I am sympathetic to the Court's desire to reduce the burden of ad hoc balancing by creating a bright line rule of no protection. But in this case, the Court's decision doesn't really create a bright line rule, because the boundaries of what is within an employee's job description may turn out to be quite contestable, and will be contested in future cases. Perhaps more important, the Court resolves the original tension in its doctrine by creating a rule that completely undermines the doctrine's information policy goals. All the doctrine does now is protect people like the dispatcher in Rankin v. McPherson, who is contributing nothing to information about the government's operations, but is just blowing off steam. Perhaps the dispatcher does deserve First Amendment protection, but the doctrine shouldn't be organized around her.


Finally, from Paul Secunda of Workplace Prof Blog, a "does he call it, or does he call it!" bit of prophetic writing from March 2006:

As some of you might know, the Supreme Court yesterday heard reargument in the public employee case of Garcetti v.
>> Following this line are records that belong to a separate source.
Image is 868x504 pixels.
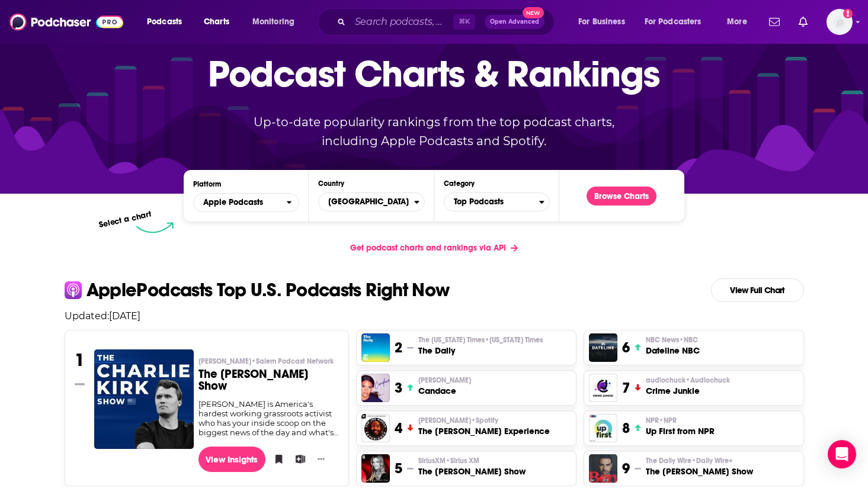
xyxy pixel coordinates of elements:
h3: 2 [394,339,402,357]
span: • [US_STATE] Times [485,336,543,345]
a: audiochuck•AudiochuckCrime Junkie [645,376,730,397]
span: [PERSON_NAME] [199,357,334,366]
a: NPR•NPRUp First from NPR [645,416,714,437]
span: Top Podcasts [444,192,539,212]
span: Monitoring [253,14,295,30]
h3: 5 [394,460,402,478]
img: The Ben Shapiro Show [588,454,617,483]
a: SiriusXM•Sirius XMThe [PERSON_NAME] Show [418,456,525,478]
span: Logged in as ereardon [826,9,852,35]
p: Apple Podcasts Top U.S. Podcasts Right Now [87,281,450,300]
img: User Profile [826,9,852,35]
div: Open Intercom Messenger [827,441,856,468]
a: Dateline NBC [588,334,617,362]
img: select arrow [136,222,174,233]
img: Up First from NPR [588,414,617,443]
span: The [US_STATE] Times [418,335,543,345]
p: NPR • NPR [645,416,714,426]
a: View Full Chart [711,278,804,303]
span: Get podcast charts and rankings via API [350,243,506,253]
button: Add to List [292,451,303,468]
h3: 9 [622,460,630,478]
button: Bookmark Podcast [270,451,282,468]
button: open menu [637,12,719,31]
h3: Up First from NPR [645,426,714,437]
button: open menu [244,12,309,31]
button: Countries [318,193,424,211]
h3: The [PERSON_NAME] Show [418,466,525,478]
a: The Daily Wire•Daily Wire+The [PERSON_NAME] Show [645,456,753,478]
p: audiochuck • Audiochuck [645,376,730,385]
img: Candace [361,374,390,402]
span: • Spotify [471,416,498,425]
a: Charts [196,12,236,31]
a: [PERSON_NAME]•Salem Podcast NetworkThe [PERSON_NAME] Show [199,357,339,399]
a: The Joe Rogan Experience [361,414,390,443]
img: Crime Junkie [588,374,617,402]
p: Updated: [DATE] [55,310,813,322]
span: The Daily Wire [645,456,733,466]
span: New [522,7,544,19]
h3: 7 [622,379,630,397]
a: The Charlie Kirk Show [94,350,194,448]
span: [GEOGRAPHIC_DATA] [319,192,413,212]
span: [PERSON_NAME] [418,376,471,385]
a: Get podcast charts and rankings via API [341,233,527,263]
h3: Candace [418,385,471,397]
a: Show notifications dropdown [764,12,784,32]
button: open menu [139,12,197,31]
button: Browse Charts [586,187,656,206]
img: Podchaser - Follow, Share and Rate Podcasts [9,11,123,33]
p: Up-to-date popularity rankings from the top podcast charts, including Apple Podcasts and Spotify. [231,112,638,150]
a: The Megyn Kelly Show [361,454,390,483]
span: • NPR [659,416,677,425]
svg: Add a profile image [843,9,852,19]
p: NBC News • NBC [645,335,699,345]
span: • Salem Podcast Network [251,357,334,366]
img: apple Icon [65,281,82,299]
span: NPR [645,416,677,426]
span: ⌘ K [453,14,475,30]
p: The Daily Wire • Daily Wire+ [645,456,753,466]
button: Show More Button [313,453,329,465]
a: The [US_STATE] Times•[US_STATE] TimesThe Daily [418,335,543,357]
a: [PERSON_NAME]Candace [418,376,471,397]
button: Show profile menu [826,9,852,35]
p: Select a chart [98,209,153,230]
div: [PERSON_NAME] is America's hardest working grassroots activist who has your inside scoop on the b... [199,399,339,437]
h3: Crime Junkie [645,385,730,397]
div: Search podcasts, credits, & more... [329,9,566,36]
p: Candace Owens [418,376,471,385]
h3: 1 [75,350,85,371]
span: For Business [578,14,625,30]
p: Charlie Kirk • Salem Podcast Network [199,357,339,366]
span: NBC News [645,335,698,345]
h3: 6 [622,339,630,357]
p: The New York Times • New York Times [418,335,543,345]
img: The Charlie Kirk Show [94,350,194,449]
span: Open Advanced [489,19,539,25]
span: • Sirius XM [445,457,479,465]
h2: Platforms [193,193,299,212]
img: The Daily [361,334,390,362]
h3: The [PERSON_NAME] Experience [418,426,550,437]
a: NBC News•NBCDateline NBC [645,335,699,357]
h3: 4 [394,419,402,437]
h3: Dateline NBC [645,345,699,357]
span: SiriusXM [418,456,479,466]
span: Apple Podcasts [203,199,263,207]
button: Categories [444,193,550,211]
button: Open AdvancedNew [485,15,544,29]
a: Show notifications dropdown [793,12,812,32]
input: Search podcasts, credits, & more... [350,12,453,31]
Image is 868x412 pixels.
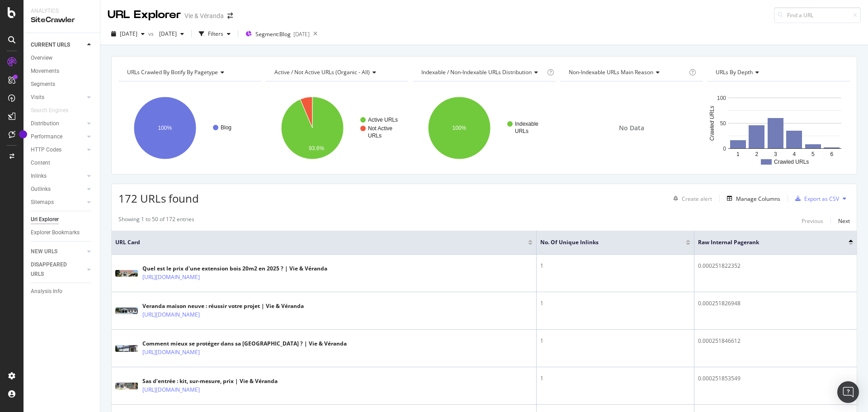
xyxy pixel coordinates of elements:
a: [URL][DOMAIN_NAME] [143,273,200,282]
button: [DATE] [107,27,148,41]
text: 0 [723,146,726,152]
a: Movements [31,66,93,76]
div: NEW URLS [31,247,58,257]
div: Url Explorer [31,215,59,224]
span: vs [148,30,156,37]
span: URLs by Depth [716,68,752,76]
span: Segment: Blog [256,30,290,38]
div: 1 [540,300,691,307]
span: 172 URLs found [119,191,199,206]
div: 0.000251853549 [698,375,853,383]
a: [URL][DOMAIN_NAME] [143,386,200,394]
text: 1 [736,151,739,158]
h4: URLs Crawled By Botify By pagetype [125,65,253,79]
img: main image [115,307,138,315]
button: Next [838,216,849,226]
div: Overview [31,53,52,63]
text: Crawled URLs [774,159,808,165]
a: Analysis Info [31,287,93,296]
a: [URL][DOMAIN_NAME] [143,310,200,320]
div: [DATE] [293,30,310,38]
div: 1 [540,337,691,346]
input: Find a URL [774,7,861,23]
text: Blog [220,124,231,131]
text: URLs [515,128,528,135]
button: Manage Columns [723,193,780,204]
a: NEW URLS [31,247,85,257]
div: Sitemaps [31,198,54,207]
div: Distribution [31,119,59,129]
span: No Data [619,123,644,133]
div: Movements [31,66,59,76]
button: Export as CSV [791,192,839,206]
text: Not Active [368,125,392,132]
svg: A chart. [119,89,259,167]
div: Filters [208,30,223,37]
div: Inlinks [31,172,47,181]
svg: A chart. [707,89,848,167]
h4: Indexable / Non-Indexable URLs Distribution [419,65,545,79]
img: main image [115,270,138,277]
div: Search Engines [31,106,68,115]
div: 0.000251822352 [698,262,853,270]
a: Content [31,158,93,168]
text: 6 [831,151,833,158]
text: 100% [453,125,467,131]
a: Search Engines [31,106,77,115]
div: Sas d’entrée : kit, sur-mesure, prix | Vie & Véranda [143,377,277,386]
a: Outlinks [31,185,85,194]
span: Raw Internal Pagerank [698,238,834,247]
h4: Active / Not Active URLs [273,65,400,79]
text: 2 [755,151,759,158]
span: URLs Crawled By Botify By pagetype [127,68,217,76]
span: No. of Unique Inlinks [540,238,673,247]
a: Segments [31,79,93,89]
a: DISAPPEARED URLS [31,260,85,279]
div: Next [838,217,849,225]
span: 2025 Sep. 7th [119,30,137,37]
a: Overview [31,53,93,63]
text: 4 [792,151,796,158]
div: Create alert [681,195,712,203]
text: Crawled URLs [709,106,716,141]
text: 3 [774,151,777,158]
svg: A chart. [266,89,407,167]
text: URLs [368,133,382,139]
span: Indexable / Non-Indexable URLs distribution [421,68,532,76]
div: DISAPPEARED URLS [31,260,77,279]
div: Manage Columns [735,195,780,203]
div: URL Explorer [107,7,181,22]
div: Showing 1 to 50 of 172 entries [119,216,194,226]
div: Performance [31,132,63,142]
div: HTTP Codes [31,145,62,155]
div: Tooltip anchor [19,130,27,138]
span: Active / Not Active URLs (organic - all) [274,68,370,76]
a: Sitemaps [31,198,85,207]
a: Visits [31,92,85,102]
text: Indexable [515,121,539,127]
h4: URLs by Depth [714,65,842,79]
div: SiteCrawler [31,15,92,25]
div: Quel est le prix d'une extension bois 20m2 en 2025 ? | Vie & Véranda [143,264,328,273]
text: 100 [717,95,726,101]
text: Active URLs [368,117,398,123]
h4: Non-Indexable URLs Main Reason [567,65,688,79]
div: Segments [31,79,55,89]
a: CURRENT URLS [31,40,85,50]
button: Create alert [669,192,712,206]
text: 5 [811,151,815,158]
text: 93.6% [309,145,324,151]
svg: A chart. [413,89,554,167]
div: 1 [540,262,691,270]
img: main image [115,383,138,390]
a: Inlinks [31,172,85,181]
div: Analysis Info [31,287,63,296]
span: URL Card [115,238,525,247]
div: 0.000251846612 [698,337,853,346]
text: 50 [720,121,726,127]
a: HTTP Codes [31,145,85,155]
button: Segment:Blog[DATE] [242,27,310,41]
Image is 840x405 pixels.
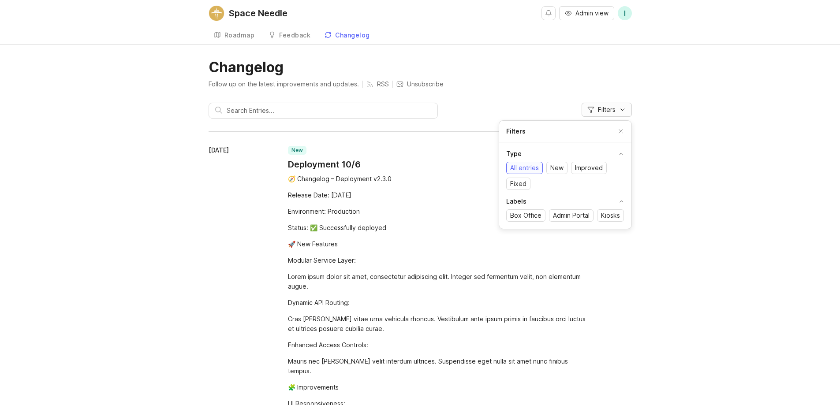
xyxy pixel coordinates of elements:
[549,209,593,222] button: Admin Portal
[506,149,522,158] p: Type
[506,209,624,222] div: accordion in expanded state
[224,32,255,38] div: Roadmap
[553,211,589,220] span: Admin Portal
[335,32,370,38] div: Changelog
[541,6,556,20] button: Notifications
[288,223,588,233] div: Status: ✅ Successfully deployed
[229,9,287,18] div: Space Needle
[209,26,260,45] a: Roadmap
[288,190,588,200] div: Release Date: [DATE]
[510,164,539,172] span: All entries
[559,6,614,20] button: Admin view
[550,164,563,172] span: New
[377,80,389,89] p: RSS
[288,207,588,216] div: Environment: Production
[575,164,603,172] span: Improved
[582,103,632,117] button: Filters
[506,149,624,158] button: toggle for accordion
[288,340,588,350] div: Enhanced Access Controls:
[288,272,588,291] div: Lorem ipsum dolor sit amet, consectetur adipiscing elit. Integer sed fermentum velit, non element...
[506,162,543,174] button: All entries
[288,383,588,392] div: 🧩 Improvements
[319,26,375,45] a: Changelog
[506,127,526,136] h2: Filters
[624,8,626,19] span: I
[209,5,224,21] img: Space Needle logo
[614,124,628,138] button: Close popover
[598,105,615,114] span: Filters
[288,357,588,376] div: Mauris nec [PERSON_NAME] velit interdum ultrices. Suspendisse eget nulla sit amet nunc finibus te...
[366,80,389,89] a: RSS
[506,197,526,206] p: Labels
[288,256,588,265] div: Modular Service Layer:
[279,32,310,38] div: Feedback
[288,298,588,308] div: Dynamic API Routing:
[227,106,431,116] input: Search Entries...
[263,26,316,45] a: Feedback
[288,158,361,171] a: Deployment 10/6
[396,80,444,89] button: Unsubscribe
[506,197,624,206] button: toggle for accordion
[288,314,588,334] div: Cras [PERSON_NAME] vitae urna vehicula rhoncus. Vestibulum ante ipsum primis in faucibus orci luc...
[571,162,607,174] button: Improved
[506,162,624,190] div: accordion in expanded state
[601,211,620,220] span: Kiosks
[618,6,632,20] button: I
[546,162,567,174] button: New
[510,179,526,188] span: Fixed
[506,209,545,222] button: Box Office
[209,80,359,89] p: Follow up on the latest improvements and updates.
[209,59,632,76] h1: Changelog
[575,9,608,18] span: Admin view
[288,239,588,249] div: 🚀 New Features
[288,174,588,184] div: 🧭 Changelog – Deployment v2.3.0
[291,147,303,154] p: new
[597,209,624,222] button: Kiosks
[209,146,229,154] time: [DATE]
[506,178,530,190] button: Fixed
[510,211,541,220] span: Box Office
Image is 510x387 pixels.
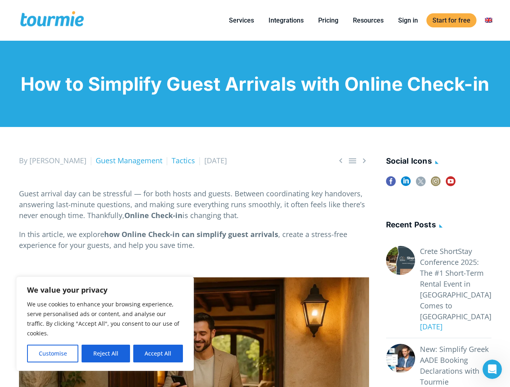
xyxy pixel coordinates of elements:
[223,15,260,25] a: Services
[416,177,425,192] a: twitter
[336,156,345,166] span: Previous post
[27,285,183,295] p: We value your privacy
[420,246,491,322] a: Crete ShortStay Conference 2025: The #1 Short-Term Rental Event in [GEOGRAPHIC_DATA] Comes to [GE...
[124,211,182,220] strong: Online Check-in
[204,156,227,165] span: [DATE]
[133,345,183,363] button: Accept All
[104,230,278,239] strong: how Online Check-in can simplify guest arrivals
[392,15,424,25] a: Sign in
[336,156,345,166] a: 
[96,156,162,165] a: Guest Management
[19,156,86,165] span: By [PERSON_NAME]
[445,177,455,192] a: youtube
[386,177,395,192] a: facebook
[27,300,183,339] p: We use cookies to enhance your browsing experience, serve personalised ads or content, and analys...
[82,345,130,363] button: Reject All
[359,156,369,166] span: Next post
[426,13,476,27] a: Start for free
[359,156,369,166] a: 
[262,15,309,25] a: Integrations
[27,345,78,363] button: Customise
[171,156,195,165] a: Tactics
[431,177,440,192] a: instagram
[482,360,502,379] iframe: Intercom live chat
[19,188,369,221] p: Guest arrival day can be stressful — for both hosts and guests. Between coordinating key handover...
[347,15,389,25] a: Resources
[19,73,491,95] h1: How to Simplify Guest Arrivals with Online Check-in
[386,219,491,232] h4: Recent posts
[347,156,357,166] a: 
[19,229,369,251] p: In this article, we explore , create a stress-free experience for your guests, and help you save ...
[415,322,491,332] div: [DATE]
[312,15,344,25] a: Pricing
[386,155,491,169] h4: social icons
[401,177,410,192] a: linkedin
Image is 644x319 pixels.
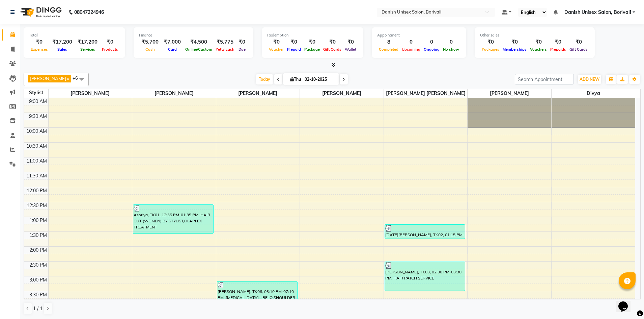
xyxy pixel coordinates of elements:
[528,47,548,52] span: Vouchers
[28,261,48,268] div: 2:30 PM
[288,77,302,82] span: Thu
[24,89,48,96] div: Stylist
[25,158,48,165] div: 11:00 AM
[321,38,343,46] div: ₹0
[480,32,589,38] div: Other sales
[515,74,574,84] input: Search Appointment
[267,47,285,52] span: Voucher
[161,38,184,46] div: ₹7,000
[27,98,48,105] div: 9:00 AM
[384,89,467,97] span: [PERSON_NAME] [PERSON_NAME]
[480,47,501,52] span: Packages
[100,47,120,52] span: Products
[422,38,441,46] div: 0
[285,47,302,52] span: Prepaid
[133,205,213,233] div: Asoriya, TK01, 12:35 PM-01:35 PM, HAIR CUT (WOMEN) BY STYLIST,OLAPLEX TREATMENT
[144,47,156,52] span: Cash
[49,38,75,46] div: ₹17,200
[552,89,635,97] span: Divya
[56,47,69,52] span: Sales
[28,277,48,283] div: 3:00 PM
[237,47,247,52] span: Due
[25,143,48,150] div: 10:30 AM
[28,232,48,239] div: 1:30 PM
[29,38,49,46] div: ₹0
[29,32,120,38] div: Total
[167,47,178,52] span: Card
[377,47,400,52] span: Completed
[74,3,104,22] b: 08047224946
[377,32,461,38] div: Appointment
[501,47,528,52] span: Memberships
[385,262,465,290] div: [PERSON_NAME], TK03, 02:30 PM-03:30 PM, HAIR PATCH SERVICE
[25,172,48,179] div: 11:30 AM
[616,292,637,312] iframe: chat widget
[33,305,42,312] span: 1 / 1
[377,38,400,46] div: 8
[321,47,343,52] span: Gift Cards
[236,38,248,46] div: ₹0
[216,89,300,97] span: [PERSON_NAME]
[343,38,358,46] div: ₹0
[184,47,214,52] span: Online/Custom
[285,38,302,46] div: ₹0
[75,38,100,46] div: ₹17,200
[30,76,66,81] span: [PERSON_NAME]
[256,74,273,84] span: Today
[343,47,358,52] span: Wallet
[302,74,336,84] input: 2025-10-02
[578,75,601,84] button: ADD NEW
[528,38,548,46] div: ₹0
[422,47,441,52] span: Ongoing
[480,38,501,46] div: ₹0
[302,47,321,52] span: Package
[214,47,236,52] span: Petty cash
[139,32,248,38] div: Finance
[400,47,422,52] span: Upcoming
[467,89,551,97] span: [PERSON_NAME]
[25,127,48,135] div: 10:00 AM
[100,38,120,46] div: ₹0
[568,47,589,52] span: Gift Cards
[548,38,568,46] div: ₹0
[441,38,461,46] div: 0
[568,38,589,46] div: ₹0
[300,89,383,97] span: [PERSON_NAME]
[214,38,236,46] div: ₹5,775
[132,89,216,97] span: [PERSON_NAME]
[385,225,465,238] div: [DATE][PERSON_NAME], TK02, 01:15 PM-01:45 PM, BASIC SERVICE (MEN) STYLE SHAVE
[66,76,69,81] a: x
[25,202,48,209] div: 12:30 PM
[267,38,285,46] div: ₹0
[25,187,48,194] div: 12:00 PM
[501,38,528,46] div: ₹0
[27,113,48,120] div: 9:30 AM
[580,77,599,82] span: ADD NEW
[184,38,214,46] div: ₹4,500
[139,38,161,46] div: ₹5,700
[28,217,48,224] div: 1:00 PM
[565,9,631,16] span: Danish Unisex Salon, Borivali
[267,32,358,38] div: Redemption
[441,47,461,52] span: No show
[17,3,63,22] img: logo
[28,246,48,254] div: 2:00 PM
[302,38,321,46] div: ₹0
[48,89,132,97] span: [PERSON_NAME]
[28,291,48,299] div: 3:30 PM
[548,47,568,52] span: Prepaids
[73,75,83,81] span: +6
[400,38,422,46] div: 0
[29,47,49,52] span: Expenses
[78,47,97,52] span: Services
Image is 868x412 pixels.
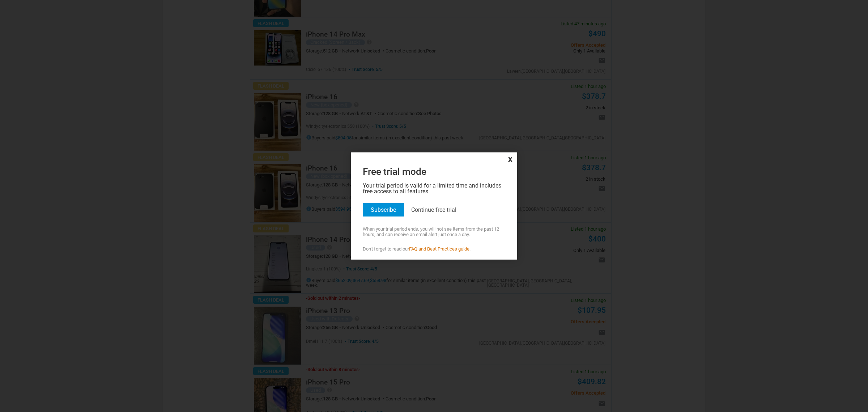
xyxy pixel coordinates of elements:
[409,246,469,252] a: FAQ and Best Practices guide
[363,163,505,177] h2: Free trial mode
[363,246,505,252] span: Don't forget to read our .
[411,206,457,213] a: Continue free trial
[353,154,516,163] span: x
[363,177,505,195] p: Your trial period is valid for a limited time and includes free access to all features.
[363,226,505,237] span: When your trial period ends, you will not see items from the past 12 hours, and can receive an em...
[363,203,404,217] button: Subscribe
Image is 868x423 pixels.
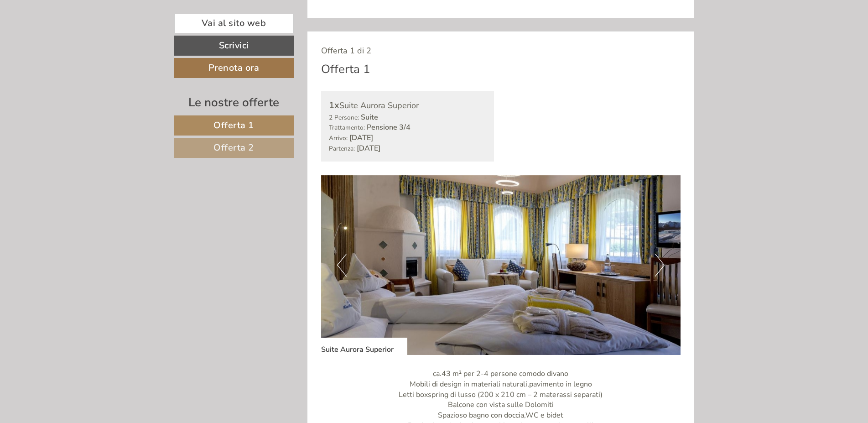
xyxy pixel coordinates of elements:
small: Arrivo: [329,134,347,142]
span: Offerta 1 [214,119,254,132]
div: Suite Aurora Superior [329,99,486,112]
small: 2 Persone: [329,113,359,122]
div: [DATE] [163,7,197,22]
small: Partenza: [329,144,355,153]
b: Pensione 3/4 [367,122,411,132]
button: Invia [311,236,360,256]
button: Previous [337,254,347,276]
small: Trattamento: [329,123,365,132]
b: [DATE] [350,133,373,143]
div: Hotel Kristall [14,27,138,34]
small: 12:00 [14,44,138,51]
a: Prenota ora [174,58,294,78]
div: Suite Aurora Superior [321,338,407,355]
img: image [321,175,680,355]
b: 1x [329,99,340,112]
a: Vai al sito web [174,14,294,33]
span: Offerta 2 [214,142,254,154]
button: Next [655,254,665,276]
b: [DATE] [357,143,380,153]
span: Offerta 1 di 2 [321,45,371,56]
a: Scrivici [174,36,294,56]
b: Suite [361,112,378,122]
div: Offerta 1 [321,61,370,78]
div: Buon giorno, come possiamo aiutarla? [7,24,143,53]
div: Le nostre offerte [174,94,294,111]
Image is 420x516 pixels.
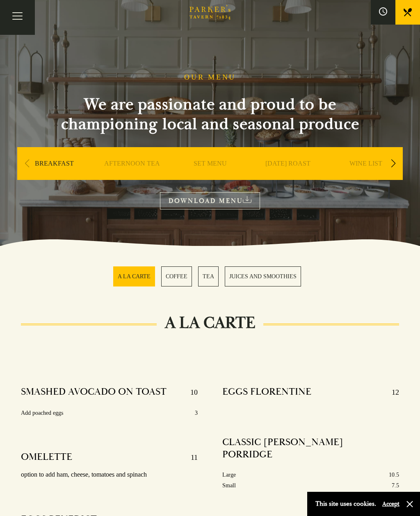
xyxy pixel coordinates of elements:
[225,266,301,286] a: 4 / 4
[173,147,247,204] div: 3 / 9
[382,500,400,508] button: Accept
[95,147,169,204] div: 2 / 9
[157,313,263,333] h2: A LA CARTE
[198,266,219,286] a: 3 / 4
[391,480,399,490] p: 7.5
[222,385,311,399] h4: EGGS FLORENTINE
[265,159,310,192] a: [DATE] ROAST
[387,155,398,173] div: Next slide
[222,480,236,490] p: Small
[349,159,382,192] a: WINE LIST
[316,498,376,510] p: This site uses cookies.
[161,266,192,286] a: 2 / 4
[194,159,227,192] a: SET MENU
[184,73,236,82] h1: OUR MENU
[21,469,198,481] p: option to add ham, cheese, tomatoes and spinach
[406,500,414,508] button: Close and accept
[21,407,63,418] p: Add poached eggs
[21,450,72,464] h4: OMELETTE
[22,155,32,173] div: Previous slide
[222,469,236,480] p: Large
[222,436,391,461] h4: CLASSIC [PERSON_NAME] PORRIDGE
[21,385,166,399] h4: SMASHED AVOCADO ON TOAST
[35,159,74,192] a: BREAKFAST
[182,385,198,399] p: 10
[329,147,403,204] div: 5 / 9
[160,192,260,209] a: DOWNLOAD MENU
[182,450,198,464] p: 11
[389,469,399,480] p: 10.5
[104,159,160,192] a: AFTERNOON TEA
[17,147,91,204] div: 1 / 9
[383,385,399,399] p: 12
[251,147,325,204] div: 4 / 9
[195,407,198,418] p: 3
[46,95,374,134] h2: We are passionate and proud to be championing local and seasonal produce
[113,266,155,286] a: 1 / 4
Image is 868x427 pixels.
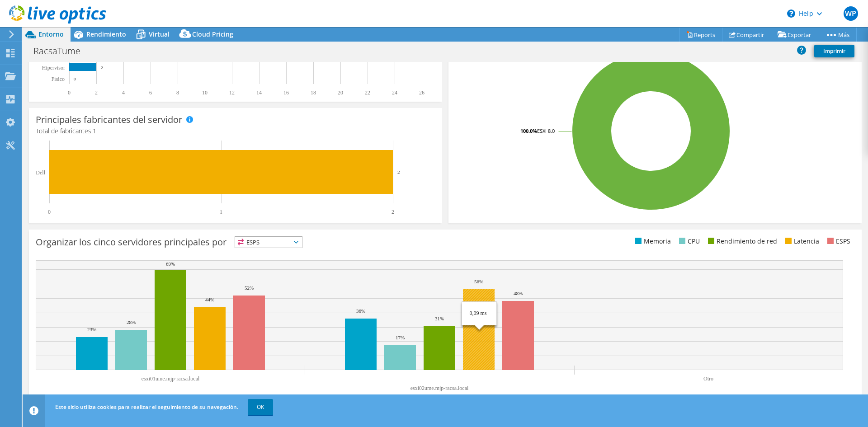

Ceballos . To refresh, Ceballos concerns a case in which:

Ceballos wrote a highly critical memorandum to his supervisors after he determined the sheriff's deputy had lied in the affidavit.

When his supervisors rejected his recommendation to drop the case, Ceballos told the defense attorney about what he thought were the deputy's lies and testified for the defendant at trial.One of the more interesting aspects of this reargument was to see what types of questions Justice Alito would ask of the litigants and whether those questions would give any indication about how far he believes courts should go in interjecting themselves into public employment free speech disputes.

Here's what Alito had to say during the oral argument according to the Associated Press:Alito actively questioned all lawyers in the case, wondering whether employers would have to specify every job duty an employee has to avoid lawsuits like the one Ceballos filed.When Alito suggested employers want to know about problems, [the employee's attorney] said there is "much evidence" that supervisors don't always like receiving "bad news."

Kind of like reading tarot cards from these sparse remarks, but my best guess would be that Justice Alito is skeptical of the employee's position that his First Amendment rights in such situations should trump the government's right to maintain an efficient workplace. In short, I think Alito will side with the majority for the proposition that even if Ceballos' speech may involve a "matter of public concern" under Connick, under the Pickering balancing of interests, the government's efficiency interests in such cases should prevail.Alternatively (and to give myself some wiggle room), the Court might find (with Justice Alito signing on to the opinion) that the threshold "matter of public concern" test has not been met because Ceballos is not talking in his role as a citizen, but in his role as an employee of the government. Under such circumstances, the Pickering balance would not even have to be reached.

Either way, look for a non-employee friendly outcome.